How do you record the three orchestras required for Stockhausen's Gruppen?

Alan Davey
Friday, June 29, 2018

It is almost 10 years since I last heard a performance of Stockhausen’s monumental and profound work for three orchestras, Gruppen. That was on August 2, 2008 - Stockhausen day at the BBC Proms. The tubes were on strike and I remember getting on the top deck of a bus from Victoria to the Royal Albert Hall and being struck by the quiet intensity of the fellow passengers. I then realised I was on a bus full of Stockhausen aficionados, an experience not repeated before or since. The BBC Symphony Orchestra was performing, conducted by Martyn Brabbins, David Robertson and Pascal Rophé. It was a pretty glorious day, ending with Stockhausen’s Stimmung, performed by Paul Hillier and the Theatre of Voices in the strangely intimate acoustic that the Royal Albert Hall adopts late at night when in the presence of still, intense music.

So, when Simon Rattle announced he would mark his beginning with the London Symphony Orchestra with an ambitious concert of Messiaen’s Et exspecto resurrectionem mortuorum and Stockhausen’s Gruppen in the vast Turbine Hall of Tate Modern, it was a BBC Radio 3 schedule-clearing moment. We programmed a powerful evening on Radio 3 for Saturday, June 30; Gruppen preceded by Opera on 3, Janáček’s From the House of the Dead from the Royal Opera House, and succeeded by our NHS Symphony - a soundscape with specially-commissioned music marking the 70th anniversary of the NHS, and concluding with Ian Venables’s blistering opera based on Sara Kane’s 4.48 Psychosis. Whilst this might not be a night of casual listening it is most certainly a night of great reward, with Gruppen at the heart.

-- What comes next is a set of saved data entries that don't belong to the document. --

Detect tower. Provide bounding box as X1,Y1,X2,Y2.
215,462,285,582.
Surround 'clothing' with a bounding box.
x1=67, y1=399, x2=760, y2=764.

Gruppen, that glorious masterpiece whose sounds follow the profile of mighty Swiss mountains is a piece which is suited to the adventure of a live performance, and being in the audience with sounds coming from all directions around you is a key part its artistic impact. It is a unique musical achievement which can induce, in equal parts, an intellectual and visceral reaction on the part of the audience. It's a significant work of art from the 20th century, so being the home of 20th century visual art, Tate Modern is an appropriate place for it to be and, much like a Rothko should ideally be seen in person to appreciate its full depth, perhaps Gruppen is a piece that needs to be heard in a live performance to experience its full daring, complexity and jeopardy. With this in mind it’s up to us at Radio 3 to embrace that technical challenge, using binaural sound to transmit the live experience to listeners across the airwaves.

The technical challenge of capturing three orchestras in the resonant setting of the Tate Modern’s Turbine Hall is not to be underestimated. We will initially broadcast the concert live in finely honed stereo, providing a brilliant and accurate sound picture. At the same time, however, we will be working on a binaural mix which will be available on iPlayer Radio from Wednesday, July 4.

The binaural mix is created via a process which needs to be done by hand and human ear. Last year at the Proms, Radio 3 pioneered live binaural recording, but for the unique experience that is Gruppen we felt the live binaural technique, which relies on software helping the ear of the engineer, may not suffice. So, the BBC Research and Development team have worked closely with our Radio 3 sound engineers to develop techniques for creating spatial audio mixes directly from the microphones used in stereo mixes. New signal processing techniques allow us to position each of the microphones in three-dimensional space, and apply the filters that give the listener the impression of the sound coming from a particular direction. By combining all the microphones this way, and adding the sound from a special 3D microphone array, we can build up a binaural mix which to the listener will mimic the three dimensional aural experience of actually being in the Turbine Hall.

Gruppen is not performed often, but on this occasion we will give many thousands of people the chance to experience it - many more than can be there at the concert itself. It’s important a new generation have the chance to hear Stockhausen’s important work performed anew. Every performance should have the newly minted feel of a fresh interpretation and Rattle and his fellow conductors Matthias Pintscher and Duncan Ward will provide that incisive freshness that will lead to profound discovery for the audience. It is going to be an exciting night - challenging for the performers and Radio 3’s production crew alike. If you can’t be there, pop on your headphones and listen live or on catch up with Radio 3. Tom Service and Robert Worby will be your hosts and guides through this immersive binaural experience of Stockhausen’s Gruppen.

Gruppen from the Tate Modern will be broadcast on BBC Radio 3 at 8.10pm on Saturday, June 30.

A binaural sound recording will be available on iPlayer Radio from Wednesday, July 4.